1.

Record Nr.

UNINA9910826653103321

Autore

Ahmad Muhammad Idrees

Titolo

The road to Iraq : the making of a neoconservative war / / Muhammad Idrees Ahmad [[electronic resource]]

Pubbl/distr/stampa

Edinburgh : , : Edinburgh University Press, , 2014

ISBN

0-7486-9303-3

1-4744-0608-4

0-7486-9304-1

Edizione

[1st ed.]

Descrizione fisica

1 online resource (x, 326 pages) : digital, PDF file(s)

Collana

Edinburgh scholarship online

Disciplina

956.704431

Soggetti

Iraq War, 2003-2011 - Causes

Iraq War, 2003-2011 - Political aspects - United States

Conservatism - United States - History - 21st century

United States Foreign relations Iraq

Iraq Foreign relations United States

Lingua di pubblicazione

Inglese

Formato

Materiale a stampa

Livello bibliografico

Monografia

Note generali

Title from publisher's bibliographic system (viewed on 08 Aug 2016).

Nota di bibliografia

Includes bibliographical references and index.

Nota di contenuto

Part 1. The Argument. Introduction ; Black Gold and Red Herrings -- Part 2. The Rise of the Neoconservatives. Origins and Interests ; Ideology and Institutions -- Part 3. The Case for War. Setting the Agenda ; Selling the War -- Part 4. The Debate. Conclusions.

Sommario/riassunto

Despite all that has been written on it, the Iraq war - its causes, agency and execution - has been shrouded in an ideological mist.
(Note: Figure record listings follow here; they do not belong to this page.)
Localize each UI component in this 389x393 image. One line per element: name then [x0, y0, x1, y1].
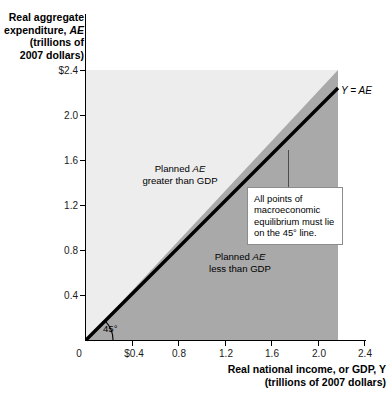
economics-chart-figure: Real aggregateexpenditure, AE(trillions …: [0, 0, 389, 393]
x-tick-label-1-2: 1.2: [202, 348, 250, 359]
note-below-post: less than GDP: [209, 263, 271, 274]
y-tick-1-2: [80, 205, 86, 206]
y-tick-label-group: $2.4 2.0 1.6 1.2 0.8 0.4: [28, 0, 78, 393]
y-tick-0-8: [80, 250, 86, 251]
x-tick-2-4: [364, 340, 365, 346]
callout-leader-line: [288, 150, 289, 188]
x-tick-0-4: [132, 340, 133, 346]
y-tick-label-0-8: 0.8: [34, 245, 78, 256]
x-tick-label-0-4: $0.4: [110, 348, 158, 359]
y-tick-label-2-0: 2.0: [34, 110, 78, 121]
forty-five-degree-arc-icon: [86, 300, 128, 342]
note-above-line: Planned AEgreater than GDP: [117, 163, 243, 186]
x-tick-label-2-4: 2.4: [341, 348, 389, 359]
y-tick-label-2-4: $2.4: [34, 65, 78, 76]
y-tick-label-1-6: 1.6: [34, 155, 78, 166]
line-label-y-equals-ae: Y = AE: [341, 85, 372, 96]
y-tick-1-6: [80, 160, 86, 161]
x-tick-2-0: [318, 340, 319, 346]
x-axis-title-line1: Real national income, or GDP, Y: [228, 363, 386, 375]
x-tick-label-1-6: 1.6: [248, 348, 296, 359]
note-above-pre: Planned: [155, 163, 193, 174]
y-tick-2-4: [80, 70, 86, 71]
y-tick-label-1-2: 1.2: [34, 200, 78, 211]
y-tick-0-4: [80, 295, 86, 296]
x-tick-label-2-0: 2.0: [295, 348, 343, 359]
x-tick-1-6: [271, 340, 272, 346]
x-tick-label-0-8: 0.8: [155, 348, 203, 359]
note-above-em: AE: [193, 163, 206, 174]
x-axis-title: Real national income, or GDP, Y(trillion…: [200, 363, 386, 388]
callout-box: All points of macroeconomic equilibrium …: [247, 187, 343, 245]
y-tick-label-0-4: 0.4: [34, 290, 78, 301]
note-above-post: greater than GDP: [142, 175, 217, 186]
note-below-em: AE: [253, 251, 266, 262]
y-tick-2-0: [80, 115, 86, 116]
note-below-pre: Planned: [215, 251, 253, 262]
x-axis-title-line2: (trillions of 2007 dollars): [265, 376, 386, 388]
y-axis-line: [85, 14, 86, 341]
x-tick-1-2: [225, 340, 226, 346]
x-tick-label-0: 0: [55, 348, 103, 359]
angle-label: 45°: [103, 323, 118, 334]
x-tick-0-8: [178, 340, 179, 346]
note-below-line: Planned AEless than GDP: [182, 251, 298, 274]
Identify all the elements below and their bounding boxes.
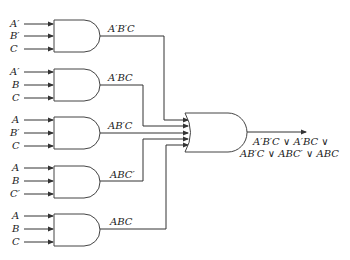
gate4-input-1-label: A xyxy=(11,162,19,173)
gate3-output-label: AB′C xyxy=(107,120,133,131)
logic-circuit-diagram: A′ B′ C A′B′C A′ B C A′BC A B′ C AB′C A … xyxy=(0,0,350,260)
gate1-output-label: A′B′C xyxy=(107,23,135,34)
gate2-input-2-label: B xyxy=(11,79,19,90)
gate5-input-3-label: C xyxy=(12,236,20,247)
and-gate-3-body xyxy=(54,117,100,149)
gate3-input-3-label: C xyxy=(12,140,20,151)
gate2-input-3-label: C xyxy=(12,92,20,103)
and-gate-1-body xyxy=(54,20,100,52)
gate3-input-1-label: A xyxy=(11,114,19,125)
gate2-output-label: A′BC xyxy=(107,72,133,83)
gate5-input-1-label: A xyxy=(11,210,19,221)
gate4-output-label: ABC′ xyxy=(109,169,135,180)
gate4-input-2-label: B xyxy=(11,175,19,186)
and-gate-5: A B C ABC xyxy=(11,145,188,247)
and-gate-2-body xyxy=(54,69,100,101)
gate1-input-3-label: C xyxy=(10,43,18,54)
gate2-input-1-label: A′ xyxy=(9,66,20,77)
or-gate: A′B′C ∨ A′BC ∨ AB′C ∨ ABC′ ∨ ABC xyxy=(185,113,339,159)
gate4-input-3-label: C′ xyxy=(10,188,21,199)
gate1-input-2-label: B′ xyxy=(9,30,20,41)
gate5-input-2-label: B xyxy=(11,223,19,234)
gate3-input-2-label: B′ xyxy=(9,127,20,138)
and-gate-3: A B′ C AB′C xyxy=(9,114,188,151)
or-gate-body xyxy=(185,113,247,152)
and-gate-5-body xyxy=(54,214,100,246)
and-gate-4: A B C′ ABC′ xyxy=(10,139,188,199)
and-gate-1: A′ B′ C A′B′C xyxy=(9,18,188,120)
gate5-output-label: ABC xyxy=(109,216,133,227)
or-output-label-line2: AB′C ∨ ABC′ ∨ ABC xyxy=(239,148,339,159)
and-gate-2: A′ B C A′BC xyxy=(9,66,188,126)
or-output-label-line1: A′B′C ∨ A′BC ∨ xyxy=(252,136,329,147)
gate1-input-1-label: A′ xyxy=(9,18,20,29)
and-gate-4-body xyxy=(54,166,100,198)
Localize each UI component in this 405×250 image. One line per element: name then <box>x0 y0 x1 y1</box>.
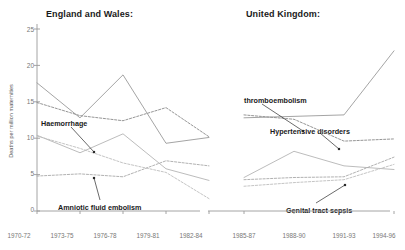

Now, Muhammad Idrees Ahmad dispels the myths surrounding the war, taking a sociological approach to establish the war's causes, identify its agents and describe how it was sold.  Ahmad presents a social history of the war's leading agents - the neoconservatives - and shows how this ideologically coherent group of determined political agents used the contingency of 9/11 to overwhelm a sceptical foreign policy establishment, military brass and intelligence apparatus, propelling the US into a war that a significant portion of the public opposed. The book includes an historical exploration of American militarism and of the increased post-WWII US role in the Middle East, as well as a reconsideration of the debates that John Mearsheimer and Stephen Walt



sparked after the publication of The Israel lobby and US Foreign Policy.